> [Work request] The reader should set down exactly the lines from the one containing "Describe the element at coordinates (393, 110)" through the last line of the material, omitting every picture.

> [Dataset content]
····················
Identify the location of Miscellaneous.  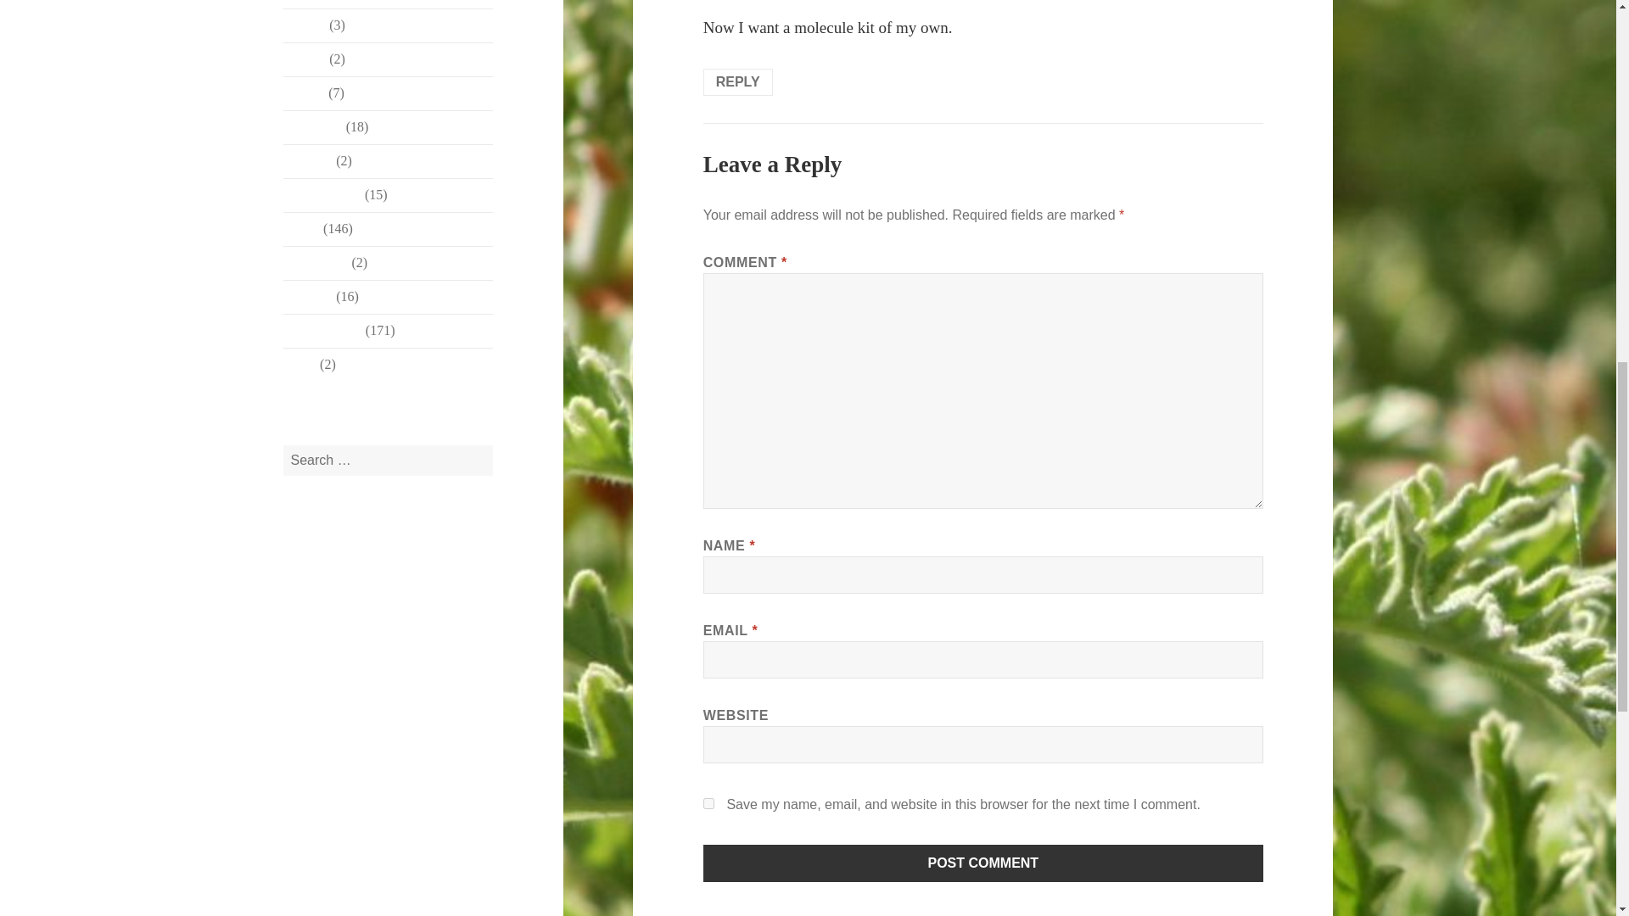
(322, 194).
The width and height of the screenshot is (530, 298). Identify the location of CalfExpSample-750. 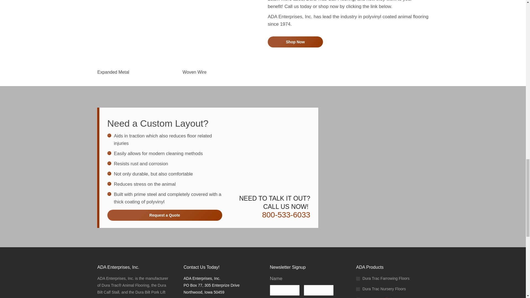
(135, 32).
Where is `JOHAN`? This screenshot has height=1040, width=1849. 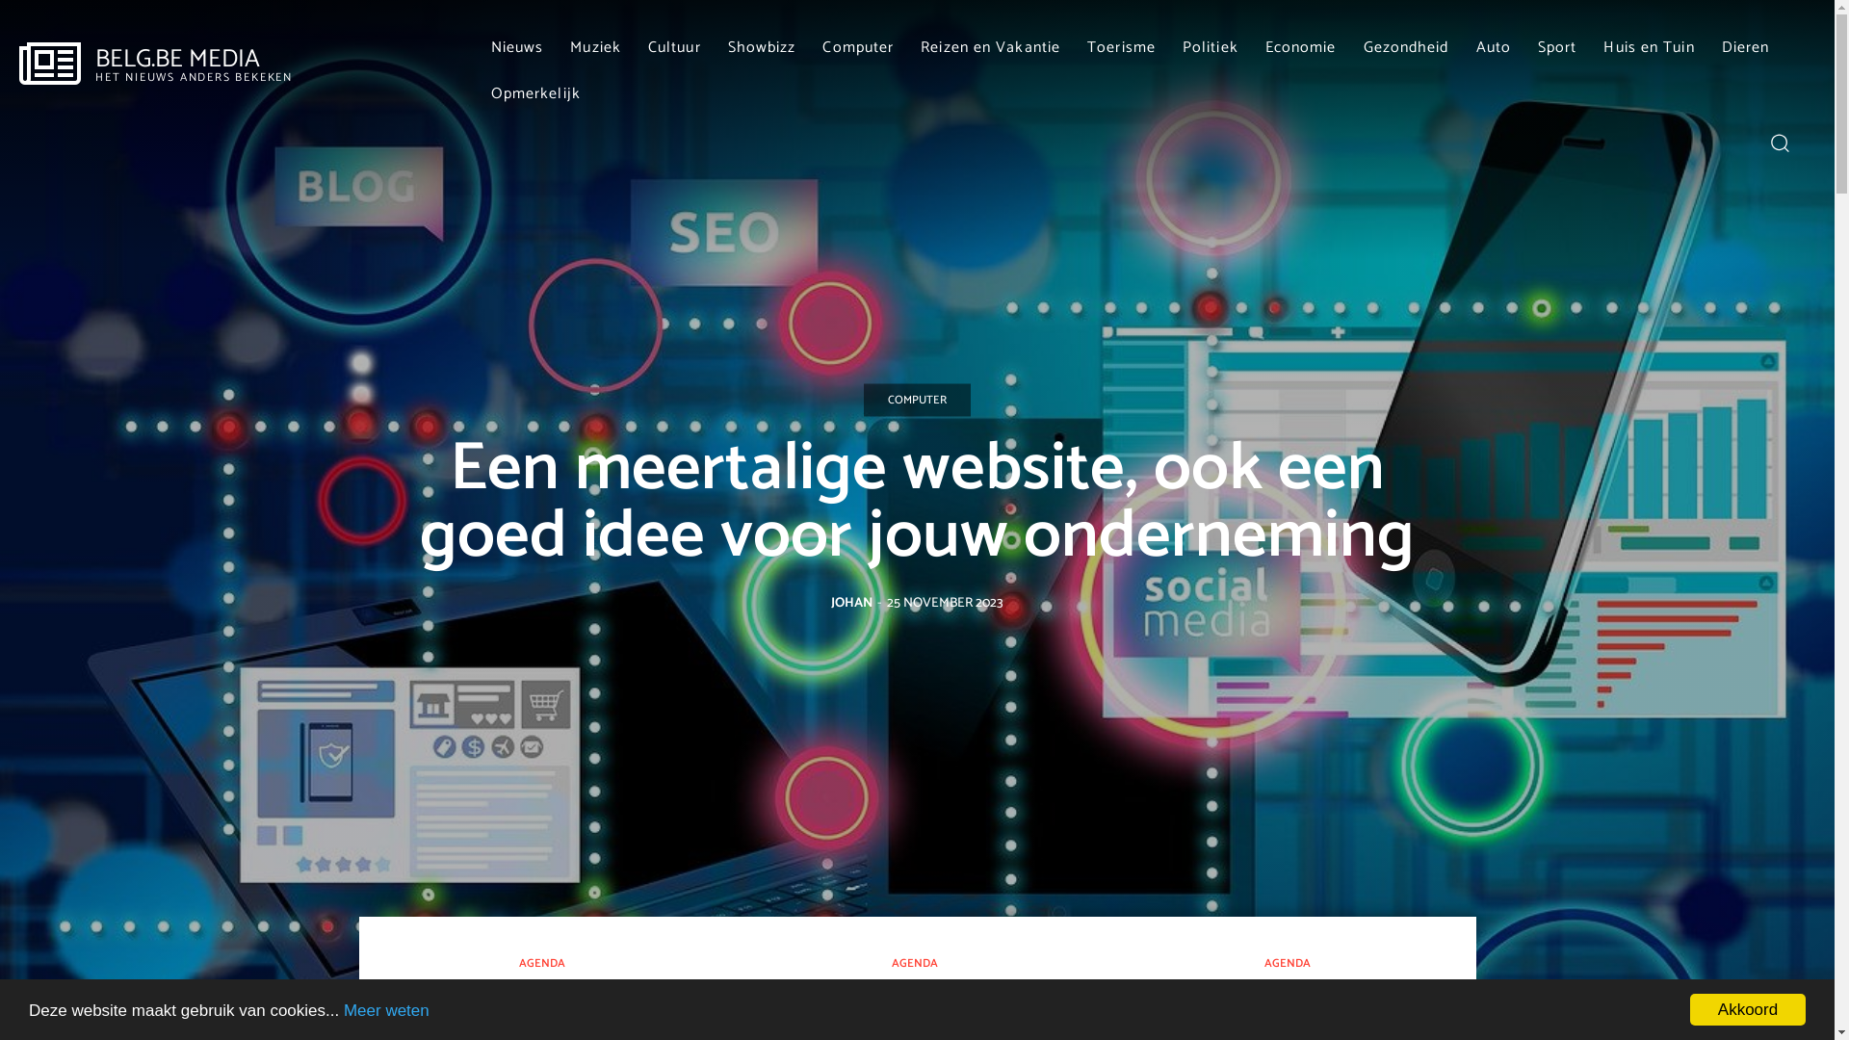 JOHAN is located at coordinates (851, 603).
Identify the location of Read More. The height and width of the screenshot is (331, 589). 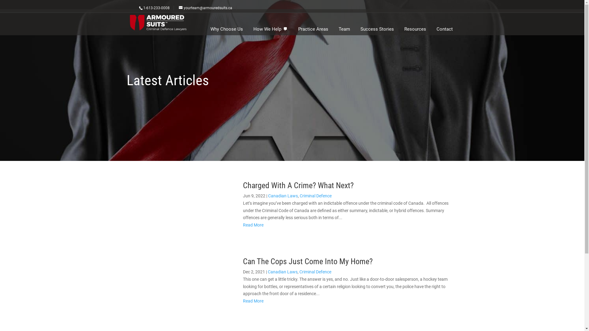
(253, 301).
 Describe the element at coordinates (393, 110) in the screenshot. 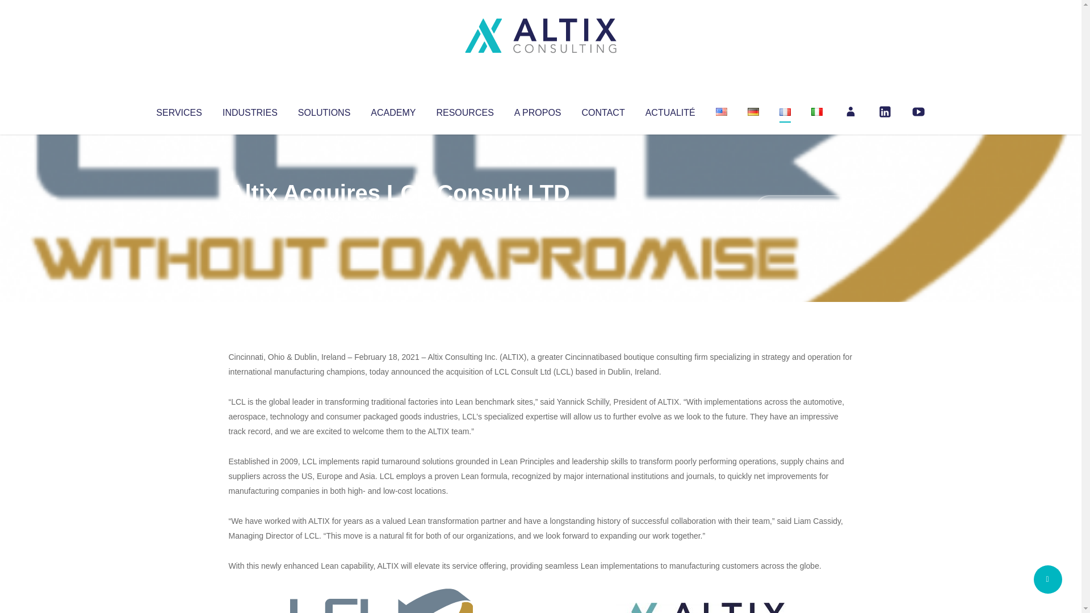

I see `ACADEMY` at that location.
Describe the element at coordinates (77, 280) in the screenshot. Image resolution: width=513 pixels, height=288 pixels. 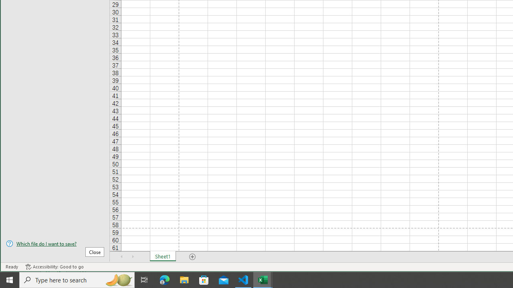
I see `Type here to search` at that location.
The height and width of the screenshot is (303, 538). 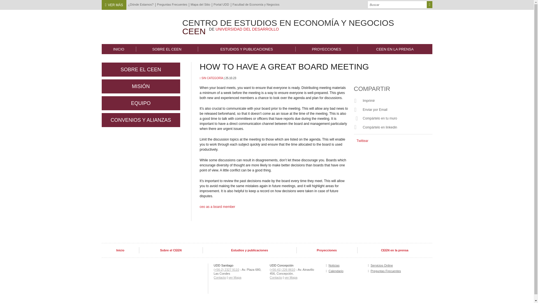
····················
> [Answer space]
 Describe the element at coordinates (393, 110) in the screenshot. 

I see `ACADEMY` at that location.
Describe the element at coordinates (77, 280) in the screenshot. Image resolution: width=513 pixels, height=288 pixels. 
I see `Type here to search` at that location.
The height and width of the screenshot is (303, 538). 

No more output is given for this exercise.